The reporter said he was cited at his home after an argument earlier in the day over being able to take digital photos of public records from the sheriff’s office.
Former New Times reporter John Dougherty, whose original story about Arpaio’s address sparked the controversy, said in an interview: “We're not harboring state secrets, we’re not harboring terrorists, we’re just straight up reporting on issues they don’t want us to report on.”
Reached on his cell phone, Arpaio said he was not allowed to comment on the case, adding: “You do know that I’m a victim in this whole thing.”
The paper reported earlier in the day the county wants to use grand jury subpoenas to pry into the habits of visitors to the Web site of the New Times newspaper.
The Maricopa County Attorney’s Office, using a private attorney retained as a special prosecutor, also wants every story New Times has written about Sheriff Joe Arpaio since Jan. 1, 2004, and all the notes, tapes and records of the reporters.
Lacey said the decision to go public came after a judge revealed in a court proceeding that the special prosecutor, Dennis Wilenchik, tried to meet privately with the judge, which violates court and ethical rules. According to the story, Wilenchik had a “political operative” who is married to a deputy county attorney call the judge to arrange a meeting. In a closed-door hearing, the judge disclosed the phone call and told Wilenchik it was “absolutely inappropriate.” Lacey and Larkin said they believe the subpoenas are in response to a long history of friction between the paper and Arpaio.
“I’m not going to comment on New Times,” Arpaio told the Tribune Thursday. “You’ll have to talk to the prosecutor.”
Maricopa County Attorney Andrew Thomas also declined to comment.
In 2004, New Times published Arpaio’s home address, available in public records on the county recorder and Arizona Corporation Commission Web sites, as part of a story that raised questions about Arpaio’s real estate investments.

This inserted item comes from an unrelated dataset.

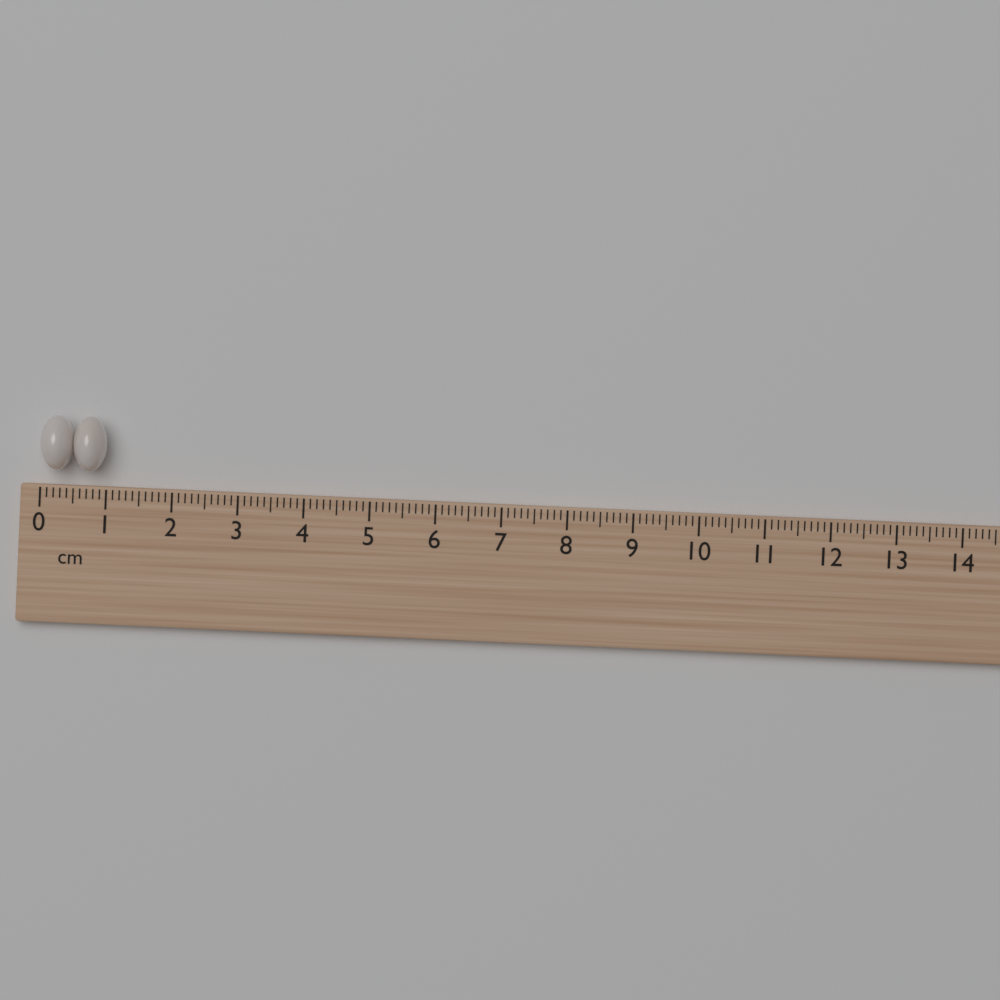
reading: 1.0 cm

While there is no law against putting a law enforcement official’s address in the newspaper, state law does prohibit it from being published on the Internet and Arpaio’s office has been considering filing criminal charges against New Times, Lacey and Larkin wrote.
Especially disturbing, Lacey and Larkin wrote, is that one subpoena asks for online profiles of anyone who read four specific articles about Arpaio and profiles of anyone who visited the paper’s Web site since Jan. 1, 2004. The county officials also want to track what Web users did while on the site, the story says.